I'm using PostgreSQL 9.3.
I want to duplicate some of the db records. Since I'm using an auto-increment pk id for the table, I want to get back the id mappings from the generated ids of duplicated records to the original ones. For example, say I have a table posts
with 2 records in it:
[{'id': 1, 'title': 'first'}
, {'id': 2. 'title': 'second'}]
With SQL:
INSERT INTO posts (title) SELECT title FROM posts RETURNING id, ??
I expect to see mappings like:
[{'id': 3, 'from_id': 1}
, {'id': 4, 'from_id': 2}]
Any idea on how to fill in the question marks above to make it work? Thanks a lot!
This would be simpler for
UPDATE
, where additional rows joined into the update are visible to theRETURNING
clause:The same is currently not possible for
INSERT
. Per documentation:table_name being the target of the
INSERT
command.You can use (data-modifying) CTEs to get this to work.
Assuming
title
to be unique per query, else you need to do more:If
title
is not unique per query (but at leastid
is unique per table):This second query relies on the undocumented implementation detail that rows are inserted in the order provided. It works in all current versions of Postgres and is probably not going to break.
SQL Fiddle.
if
id
column ofposts
generated bynextval('posts_id_seq'::regclass)
you can manually call this function for every new rowit'l works with any data, include non-unique
title
The simplest solution IMHO would be to simply add a column to your table where you could put id of the row that was cloned.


> _Activity_:
Leave out the pictures, then output the lines of the records below from the first through the one containing "Image is 766x378 pixels.".

──────── Available records ────────

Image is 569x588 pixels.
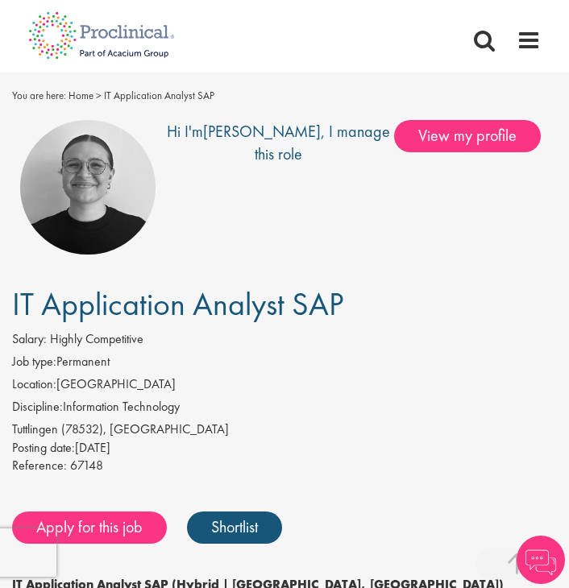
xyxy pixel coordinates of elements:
[12,398,557,421] li: Information Technology
[203,121,321,142] a: [PERSON_NAME]
[50,331,143,347] span: Highly Competitive
[20,120,156,256] img: imeage of recruiter Emma Pretorious
[12,376,557,398] li: [GEOGRAPHIC_DATA]
[187,512,282,544] a: Shortlist
[12,457,67,476] label: Reference:
[12,353,56,372] label: Job type:
[12,89,66,102] span: You are here:
[12,398,63,417] label: Discipline:
[12,512,167,544] a: Apply for this job
[12,376,56,394] label: Location:
[164,120,394,256] div: Hi I'm , I manage this role
[12,284,343,325] span: IT Application Analyst SAP
[394,120,541,152] span: View my profile
[12,421,557,439] div: Tuttlingen (78532), [GEOGRAPHIC_DATA]
[12,439,557,458] div: [DATE]
[12,353,557,376] li: Permanent
[12,439,75,456] span: Posting date:
[12,331,47,349] label: Salary:
[517,536,565,584] img: Chatbot
[394,123,557,144] a: View my profile
[70,457,103,474] span: 67148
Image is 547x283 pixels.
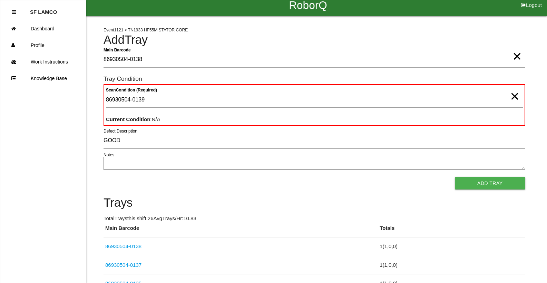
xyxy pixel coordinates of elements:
label: Notes [103,152,114,158]
b: Scan Condition (Required) [106,88,157,92]
span: Clear Input [512,42,521,56]
b: Main Barcode [103,47,131,52]
b: Current Condition [106,116,150,122]
h4: Add Tray [103,33,525,47]
label: Defect Description [103,128,137,134]
td: 1 ( 1 , 0 , 0 ) [378,237,525,256]
input: Required [103,52,525,68]
p: Total Trays this shift: 26 Avg Trays /Hr: 10.83 [103,215,525,223]
span: Event 1121 > TN1933 HF55M STATOR CORE [103,28,188,32]
a: Dashboard [0,20,86,37]
a: Profile [0,37,86,53]
h6: Tray Condition [103,76,525,82]
a: Knowledge Base [0,70,86,87]
span: Clear Input [510,82,519,96]
td: 1 ( 1 , 0 , 0 ) [378,256,525,274]
button: Add Tray [455,177,525,189]
a: 86930504-0138 [105,243,141,249]
a: Work Instructions [0,53,86,70]
span: : N/A [106,116,160,122]
div: Close [12,4,16,20]
h4: Trays [103,196,525,209]
th: Main Barcode [103,224,378,237]
th: Totals [378,224,525,237]
a: 86930504-0137 [105,262,141,268]
p: SF LAMCO [30,4,57,15]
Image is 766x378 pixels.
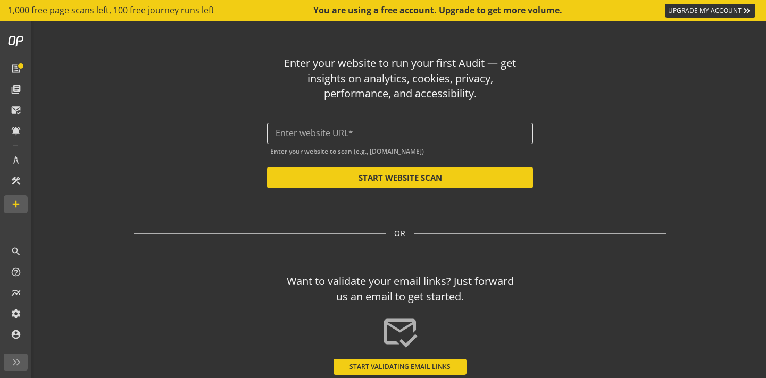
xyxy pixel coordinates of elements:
button: START WEBSITE SCAN [267,167,533,188]
mat-icon: library_books [11,84,21,95]
mat-icon: help_outline [11,267,21,278]
mat-icon: keyboard_double_arrow_right [741,5,752,16]
mat-hint: Enter your website to scan (e.g., [DOMAIN_NAME]) [270,145,424,155]
mat-icon: mark_email_read [381,313,419,350]
div: You are using a free account. Upgrade to get more volume. [313,4,563,16]
mat-icon: account_circle [11,329,21,340]
mat-icon: settings [11,308,21,319]
mat-icon: construction [11,175,21,186]
mat-icon: notifications_active [11,126,21,136]
span: OR [394,228,406,239]
div: Enter your website to run your first Audit — get insights on analytics, cookies, privacy, perform... [282,56,518,102]
span: 1,000 free page scans left, 100 free journey runs left [8,4,214,16]
mat-icon: search [11,246,21,257]
div: Want to validate your email links? Just forward us an email to get started. [282,274,518,304]
mat-icon: add [11,199,21,210]
input: Enter website URL* [275,128,524,138]
button: START VALIDATING EMAIL LINKS [333,359,466,375]
iframe: Intercom notifications message [553,255,766,333]
mat-icon: architecture [11,155,21,165]
mat-icon: multiline_chart [11,288,21,298]
mat-icon: mark_email_read [11,105,21,115]
a: UPGRADE MY ACCOUNT [665,4,755,18]
mat-icon: list_alt [11,63,21,74]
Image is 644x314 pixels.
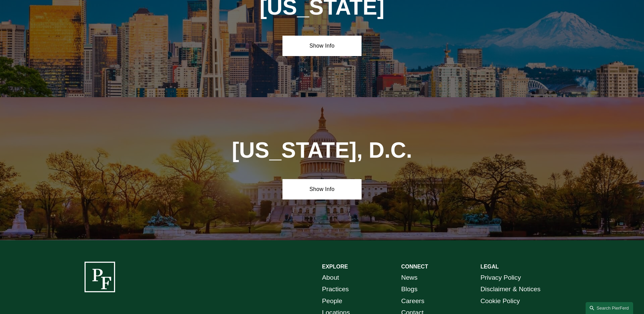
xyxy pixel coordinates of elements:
[401,272,418,284] a: News
[322,272,339,284] a: About
[480,296,520,308] a: Cookie Policy
[204,138,441,163] h1: [US_STATE], D.C.
[401,264,428,270] strong: CONNECT
[480,264,499,270] strong: LEGAL
[585,302,633,314] a: Search this site
[401,296,424,308] a: Careers
[401,284,418,296] a: Blogs
[282,179,361,199] a: Show Info
[322,296,342,308] a: People
[282,36,361,56] a: Show Info
[480,272,521,284] a: Privacy Policy
[322,284,349,296] a: Practices
[322,264,348,270] strong: EXPLORE
[480,284,540,296] a: Disclaimer & Notices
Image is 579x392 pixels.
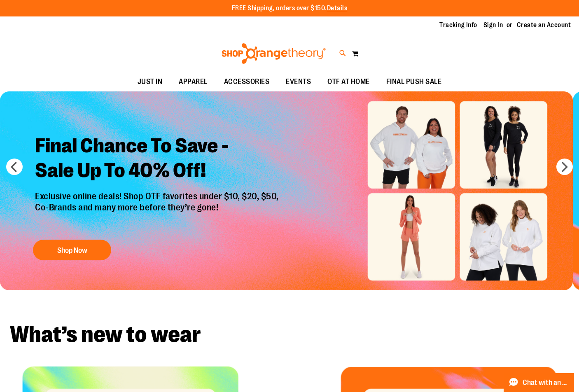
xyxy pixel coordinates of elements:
[137,73,162,91] span: JUST IN
[232,4,347,14] p: FREE Shipping, orders over $150.
[224,73,270,91] span: ACCESSORIES
[10,323,569,346] h2: What’s new to wear
[179,73,207,91] span: APPAREL
[29,191,287,231] p: Exclusive online deals! Shop OTF favorites under $10, $20, $50, Co-Brands and many more before th...
[6,159,23,175] button: prev
[33,240,111,260] button: Shop Now
[484,21,503,30] a: Sign In
[130,73,171,91] a: JUST IN
[278,73,319,91] a: EVENTS
[170,73,216,91] a: APPAREL
[286,73,311,91] span: EVENTS
[439,21,477,30] a: Tracking Info
[517,21,572,30] a: Create an Account
[504,373,574,392] button: Chat with an Expert
[523,378,569,387] span: Chat with an Expert
[29,127,287,264] a: Final Chance To Save -Sale Up To 40% Off! Exclusive online deals! Shop OTF favorites under $10, $...
[216,73,278,91] a: ACCESSORIES
[220,43,327,64] img: Shop Orangetheory
[556,159,573,175] button: next
[378,73,450,91] a: FINAL PUSH SALE
[29,127,287,191] h2: Final Chance To Save - Sale Up To 40% Off!
[327,4,347,12] a: Details
[319,73,378,91] a: OTF AT HOME
[386,73,442,91] span: FINAL PUSH SALE
[327,73,370,91] span: OTF AT HOME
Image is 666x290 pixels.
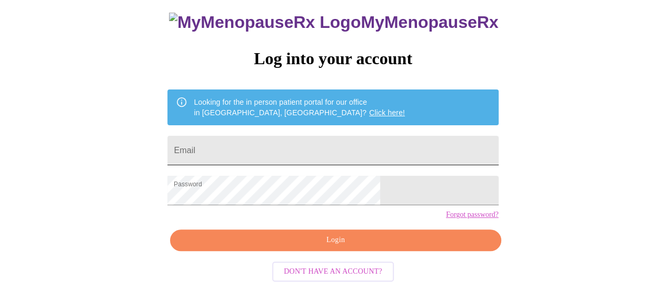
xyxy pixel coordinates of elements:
[170,229,500,251] button: Login
[167,49,498,68] h3: Log into your account
[269,266,396,275] a: Don't have an account?
[446,211,498,219] a: Forgot password?
[169,13,498,32] h3: MyMenopauseRx
[194,93,405,122] div: Looking for the in person patient portal for our office in [GEOGRAPHIC_DATA], [GEOGRAPHIC_DATA]?
[182,234,488,247] span: Login
[369,108,405,117] a: Click here!
[272,262,394,282] button: Don't have an account?
[284,265,382,278] span: Don't have an account?
[169,13,360,32] img: MyMenopauseRx Logo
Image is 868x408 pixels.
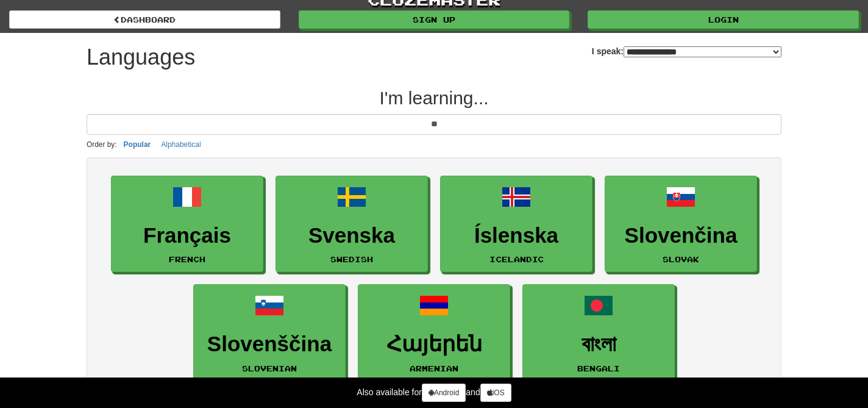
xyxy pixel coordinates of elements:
h1: Languages [86,45,195,69]
a: Android [422,384,465,402]
a: Login [587,11,859,29]
h3: বাংলা [529,332,668,357]
h3: Français [118,224,257,248]
small: Swedish [330,255,373,264]
a: বাংলাBengali [523,284,675,382]
small: Bengali [577,364,620,373]
a: dashboard [9,11,281,29]
h3: Հայերեն [365,332,503,357]
small: Armenian [410,364,458,373]
h3: Slovenčina [612,224,750,248]
a: ÍslenskaIcelandic [440,176,592,273]
a: SlovenčinaSlovak [605,176,757,273]
small: French [169,255,206,264]
a: FrançaisFrench [111,176,263,273]
h2: I'm learning... [86,88,782,108]
select: I speak: [624,46,782,57]
small: Slovak [662,255,700,264]
small: Slovenian [242,364,297,373]
small: Icelandic [490,255,544,264]
h3: Svenska [282,224,421,248]
a: SlovenščinaSlovenian [193,284,345,382]
small: Order by: [86,140,117,149]
label: I speak: [592,45,782,57]
a: Sign up [298,11,570,29]
button: Popular [120,138,155,151]
a: iOS [480,384,511,402]
h3: Íslenska [447,224,586,248]
button: Alphabetical [157,138,204,151]
a: SvenskaSwedish [276,176,428,273]
h3: Slovenščina [200,332,339,357]
a: ՀայերենArmenian [358,284,510,382]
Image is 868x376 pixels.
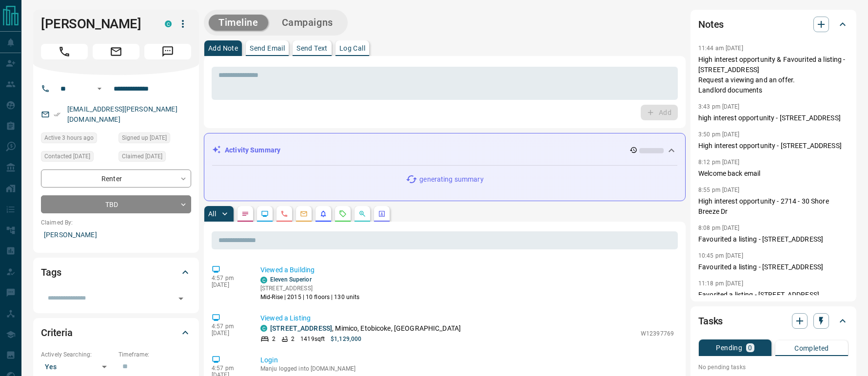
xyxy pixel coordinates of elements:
[260,325,267,332] div: condos.ca
[41,195,191,214] div: TBD
[122,152,162,161] span: Claimed [DATE]
[795,345,829,352] p: Completed
[358,210,366,218] svg: Opportunities
[209,15,268,31] button: Timeline
[41,325,73,340] h2: Criteria
[280,210,288,218] svg: Calls
[272,15,343,31] button: Campaigns
[118,132,191,146] div: Thu Jan 25 2024
[319,210,327,218] svg: Listing Alerts
[53,111,61,118] svg: Email Verified
[698,55,848,95] p: High interest opportunity & Favourited a listing - [STREET_ADDRESS] Request a viewing and an offe...
[212,365,246,372] p: 4:57 pm
[272,335,276,343] p: 2
[296,45,328,52] p: Send Text
[270,325,332,333] a: [STREET_ADDRESS]
[208,45,238,52] p: Add Note
[260,365,674,372] p: Manju logged into [DOMAIN_NAME]
[93,44,140,59] span: Email
[260,277,267,283] div: condos.ca
[698,13,848,36] div: Notes
[698,252,743,259] p: 10:45 pm [DATE]
[270,276,311,283] a: Eleven Superior
[698,224,740,231] p: 8:08 pm [DATE]
[93,83,105,95] button: Open
[698,309,848,333] div: Tasks
[122,133,167,142] span: Signed up [DATE]
[41,16,150,31] h1: [PERSON_NAME]
[41,261,191,284] div: Tags
[260,313,674,323] p: Viewed a Listing
[698,197,848,216] p: High interest opportunity - 2714 - 30 Shore Breeze Dr
[698,141,848,151] p: High interest opportunity - [STREET_ADDRESS]
[212,141,677,160] div: Activity Summary
[118,350,191,359] p: Timeframe:
[698,16,723,32] h2: Notes
[260,265,674,276] p: Viewed a Building
[698,187,740,194] p: 8:55 pm [DATE]
[748,345,752,351] p: 0
[145,44,191,59] span: Message
[698,290,848,300] p: Favorited a listing - [STREET_ADDRESS]
[419,174,483,184] p: generating summary
[261,210,269,218] svg: Lead Browsing Activity
[260,293,359,302] p: Mid-Rise | 2015 | 10 floors | 130 units
[41,151,113,164] div: Wed Jun 04 2025
[698,113,848,123] p: high interest opportunity - [STREET_ADDRESS]
[224,145,280,155] p: Activity Summary
[331,335,361,343] p: $1,129,000
[41,321,191,345] div: Criteria
[641,329,674,338] p: W12397769
[378,210,386,218] svg: Agent Actions
[41,219,191,227] p: Claimed By:
[300,335,325,343] p: 1419 sqft
[698,169,848,179] p: Welcome back email
[208,211,216,217] p: All
[242,210,249,218] svg: Notes
[118,151,191,164] div: Fri Jan 26 2024
[41,44,88,59] span: Call
[698,360,848,375] p: No pending tasks
[67,105,177,123] a: [EMAIL_ADDRESS][PERSON_NAME][DOMAIN_NAME]
[212,275,246,281] p: 4:57 pm
[174,292,187,306] button: Open
[260,284,359,293] p: [STREET_ADDRESS]
[212,330,246,337] p: [DATE]
[698,234,848,244] p: Favourited a listing - [STREET_ADDRESS]
[698,262,848,272] p: Favourited a listing - [STREET_ADDRESS]
[698,159,740,166] p: 8:12 pm [DATE]
[41,169,191,187] div: Renter
[339,210,346,218] svg: Requests
[698,45,743,52] p: 11:44 am [DATE]
[698,313,723,329] h2: Tasks
[41,350,113,359] p: Actively Searching:
[44,133,93,142] span: Active 3 hours ago
[212,281,246,288] p: [DATE]
[300,210,308,218] svg: Emails
[698,131,740,138] p: 3:50 pm [DATE]
[698,103,740,110] p: 3:43 pm [DATE]
[260,355,674,365] p: Login
[41,359,113,375] div: Yes
[165,21,172,27] div: condos.ca
[44,152,91,161] span: Contacted [DATE]
[339,45,365,52] p: Log Call
[41,265,61,280] h2: Tags
[715,345,742,351] p: Pending
[41,132,113,146] div: Wed Oct 15 2025
[698,280,743,287] p: 11:18 pm [DATE]
[212,323,246,330] p: 4:57 pm
[291,335,294,343] p: 2
[270,323,461,334] p: , Mimico, Etobicoke, [GEOGRAPHIC_DATA]
[249,45,285,52] p: Send Email
[41,227,191,243] p: [PERSON_NAME]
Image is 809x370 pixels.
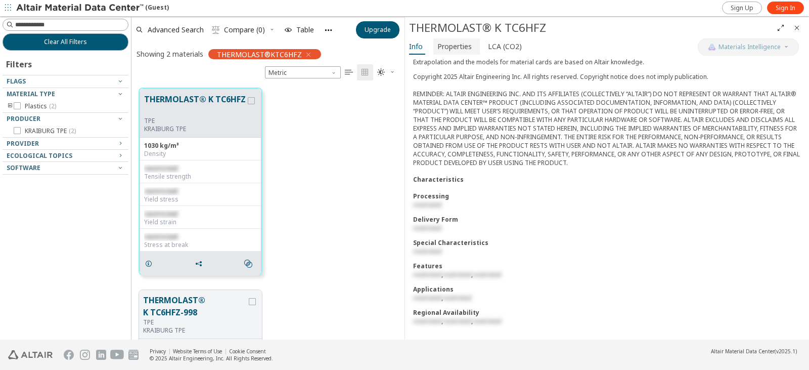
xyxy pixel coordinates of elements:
[413,72,801,167] div: Copyright 2025 Altair Engineering Inc. All rights reserved. Copyright notice does not imply publi...
[7,102,14,110] i: toogle group
[144,218,257,226] div: Yield strain
[143,318,247,326] div: TPE
[361,68,369,76] i: 
[341,64,357,80] button: Table View
[144,195,257,203] div: Yield stress
[773,20,789,36] button: Full Screen
[443,293,471,302] span: restricted
[144,172,257,181] div: Tensile strength
[7,139,39,148] span: Provider
[3,138,128,150] button: Provider
[143,294,247,318] button: THERMOLAST® K TC6HFZ-998
[345,68,353,76] i: 
[413,293,801,302] div: ,
[25,102,56,110] span: Plastics
[413,270,801,279] div: , ,
[190,253,211,274] button: Share
[776,4,796,12] span: Sign In
[413,215,801,224] div: Delivery Form
[229,347,266,355] a: Cookie Consent
[488,38,522,55] span: LCA (CO2)
[698,38,799,56] button: AI CopilotMaterials Intelligence
[413,224,442,232] span: restricted
[7,163,40,172] span: Software
[217,50,302,59] span: THERMOLAST®KTC6HFZ
[711,347,775,355] span: Altair Material Data Center
[3,113,128,125] button: Producer
[265,66,341,78] div: Unit System
[16,3,145,13] img: Altair Material Data Center
[413,293,442,302] span: restricted
[731,4,754,12] span: Sign Up
[413,238,801,247] div: Special Characteristics
[150,355,273,362] div: © 2025 Altair Engineering, Inc. All Rights Reserved.
[49,102,56,110] span: ( 2 )
[413,317,442,325] span: restricted
[356,21,400,38] button: Upgrade
[708,43,716,51] img: AI Copilot
[144,125,246,133] p: KRAIBURG TPE
[265,66,341,78] span: Metric
[7,114,40,123] span: Producer
[144,142,257,150] div: 1030 kg/m³
[144,187,178,195] span: restricted
[413,192,801,200] div: Processing
[148,26,204,33] span: Advanced Search
[357,64,373,80] button: Tile View
[413,270,442,279] span: restricted
[413,175,801,184] div: Characteristics
[144,209,178,218] span: restricted
[144,232,178,241] span: restricted
[473,270,501,279] span: restricted
[150,347,166,355] a: Privacy
[3,150,128,162] button: Ecological Topics
[409,38,423,55] span: Info
[719,43,781,51] span: Materials Intelligence
[413,49,801,66] p: Data Source: The technical data has been collected directly from or through information otherwise...
[144,241,257,249] div: Stress at break
[212,26,220,34] i: 
[789,20,805,36] button: Close
[140,253,161,274] button: Details
[413,247,442,255] span: restricted
[711,347,797,355] div: (v2025.1)
[143,326,247,334] p: KRAIBURG TPE
[144,164,178,172] span: restricted
[144,150,257,158] div: Density
[69,126,76,135] span: ( 2 )
[413,308,801,317] div: Regional Availability
[3,75,128,87] button: Flags
[131,80,405,339] div: grid
[144,93,246,117] button: THERMOLAST® K TC6HFZ
[7,90,55,98] span: Material Type
[413,200,442,209] span: restricted
[16,3,169,13] div: (Guest)
[224,26,265,33] span: Compare (0)
[25,127,76,135] span: KRAIBURG TPE
[767,2,804,14] a: Sign In
[3,88,128,100] button: Material Type
[409,20,773,36] div: THERMOLAST® K TC6HFZ
[8,350,53,359] img: Altair Engineering
[144,117,246,125] div: TPE
[7,151,72,160] span: Ecological Topics
[443,317,471,325] span: restricted
[443,270,471,279] span: restricted
[244,259,252,268] i: 
[722,2,762,14] a: Sign Up
[365,26,391,34] span: Upgrade
[413,285,801,293] div: Applications
[373,64,400,80] button: Theme
[296,26,314,33] span: Table
[413,317,801,325] div: , ,
[473,317,501,325] span: restricted
[137,49,203,59] div: Showing 2 materials
[413,261,801,270] div: Features
[44,38,87,46] span: Clear All Filters
[3,51,37,75] div: Filters
[7,77,26,85] span: Flags
[437,38,472,55] span: Properties
[3,33,128,51] button: Clear All Filters
[377,68,385,76] i: 
[3,162,128,174] button: Software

────────

> _Reply to the task_:
Image is 569x588 pixels.
xyxy pixel coordinates of elements:
[12,398,557,421] li: Information Technology
[203,121,321,142] a: [PERSON_NAME]
[50,331,143,347] span: Highly Competitive
[20,120,156,256] img: imeage of recruiter Emma Pretorious
[12,376,557,398] li: [GEOGRAPHIC_DATA]
[187,512,282,544] a: Shortlist
[12,457,67,476] label: Reference:
[12,353,56,372] label: Job type:
[12,89,66,102] span: You are here:
[12,398,63,417] label: Discipline:
[12,512,167,544] a: Apply for this job
[12,376,56,394] label: Location:
[164,120,394,256] div: Hi I'm , I manage this role
[12,284,343,325] span: IT Application Analyst SAP
[394,120,541,152] span: View my profile
[12,421,557,439] div: Tuttlingen (78532), [GEOGRAPHIC_DATA]
[12,439,557,458] div: [DATE]
[12,353,557,376] li: Permanent
[12,439,75,456] span: Posting date:
[12,331,47,349] label: Salary:
[517,536,565,584] img: Chatbot
[394,123,557,144] a: View my profile
[70,457,103,474] span: 67148
Image is 547x283 pixels.
xyxy pixel coordinates of elements:
label: Notes [103,152,114,158]
b: Scan Condition (Required) [106,88,157,92]
span: Clear Input [512,42,521,56]
b: Main Barcode [103,47,131,52]
b: Current Condition [106,116,150,122]
h4: Add Tray [103,33,525,47]
label: Defect Description [103,128,137,134]
td: 1 ( 1 , 0 , 0 ) [378,237,525,256]
input: Required [103,52,525,68]
p: Total Trays this shift: 26 Avg Trays /Hr: 10.83 [103,215,525,223]
span: Event 1121 > TN1933 HF55M STATOR CORE [103,28,188,32]
a: Dashboard [0,20,86,37]
a: Profile [0,37,86,53]
h6: Tray Condition [103,76,525,82]
a: Knowledge Base [0,70,86,87]
span: Clear Input [510,82,519,96]
td: 1 ( 1 , 0 , 0 ) [378,256,525,274]
button: Add Tray [455,177,525,189]
a: 86930504-0138 [105,243,141,249]
a: Work Instructions [0,53,86,70]
span: : N/A [106,116,160,122]
div: Close [12,4,16,20]
h4: Trays [103,196,525,209]
th: Main Barcode [103,224,378,237]
th: Totals [378,224,525,237]
a: 86930504-0137 [105,262,141,268]
p: SF LAMCO [30,4,57,15]
Image is 766x378 pixels.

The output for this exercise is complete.